Mesmerizing autumn scenery of Wulan Butong Grassland in North China's Inner Mongolia.[Photo by Zhou Hengbin/China Daily]
Northern China's Inner Mongolia autonomous region has stepped up efforts to curb the ecological degradation of its vast grasslands, with the average vegetation coverage of its pastures remaining at 44 percent over the past three years.
The region has some 88 million hectares of grasslands, accounting for about one-fifth of the country's total. Areas of the grasslands suffered severe degradation and desertification in the late 1990s due to drought and overgrazing.

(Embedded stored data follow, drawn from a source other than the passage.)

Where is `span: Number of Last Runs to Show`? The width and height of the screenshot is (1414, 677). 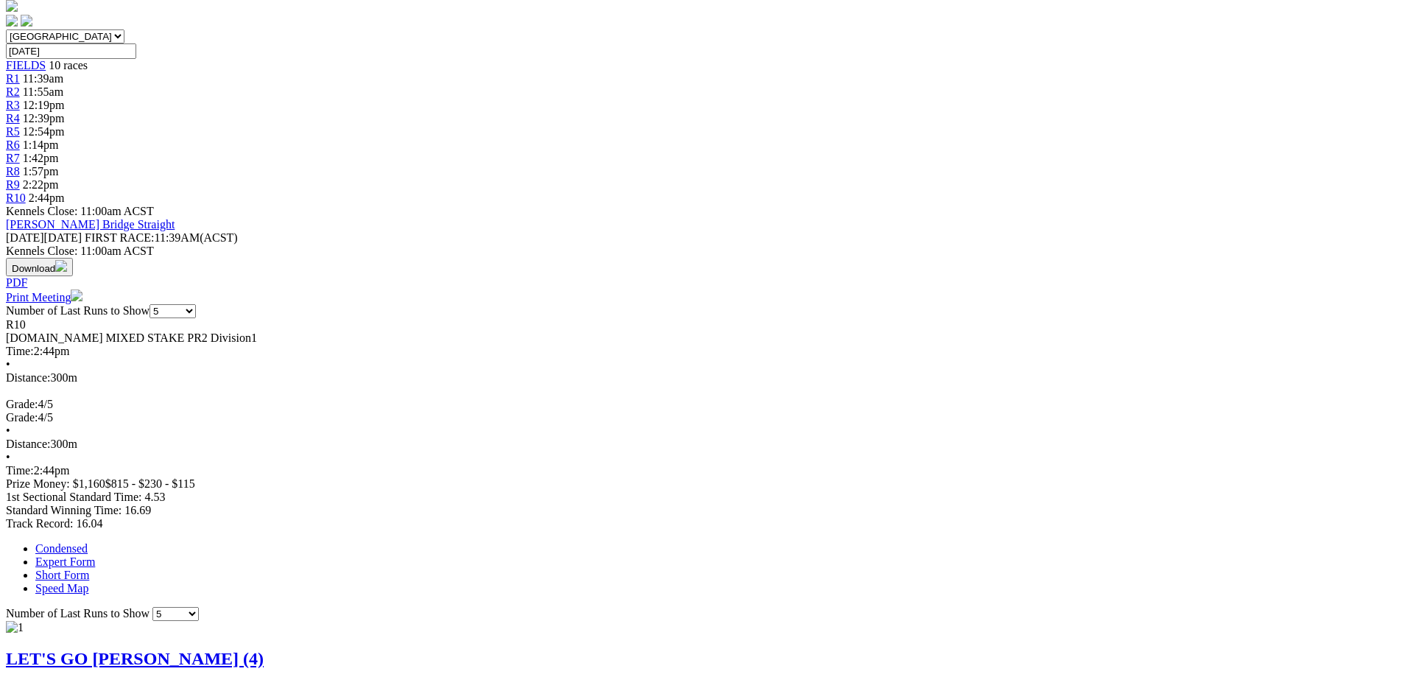
span: Number of Last Runs to Show is located at coordinates (77, 613).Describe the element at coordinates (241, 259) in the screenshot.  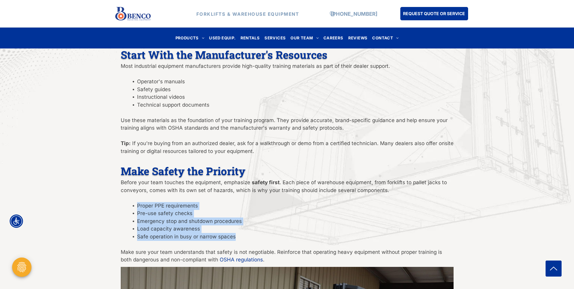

The environment of Inner Mongolia's grasslands has significantly improved as the region implements a spate of ecological projects including controlling grazing and returning farmland to grassland and forest.
Sun Zhenyun, head of the regional agriculture and animal husbandry department, said grazing is now banned in around 27 million hectares of pastures, and about 109,000 hectares of farmland has been returned to grasslands or forests.
The average vegetation coverage of the region's pastures has increased by 7 percentage points from 37 percent in 2010. The number is now equivalent to that in the mid 1980s, Sun said.
The region has also improved its legal system for grassland protection and provided subsidies for local herders and farmers to encourage them to control grazing.
Inner Mongolia aims to increase its average vegetation coverage of grasslands to about 46 percent by 2020.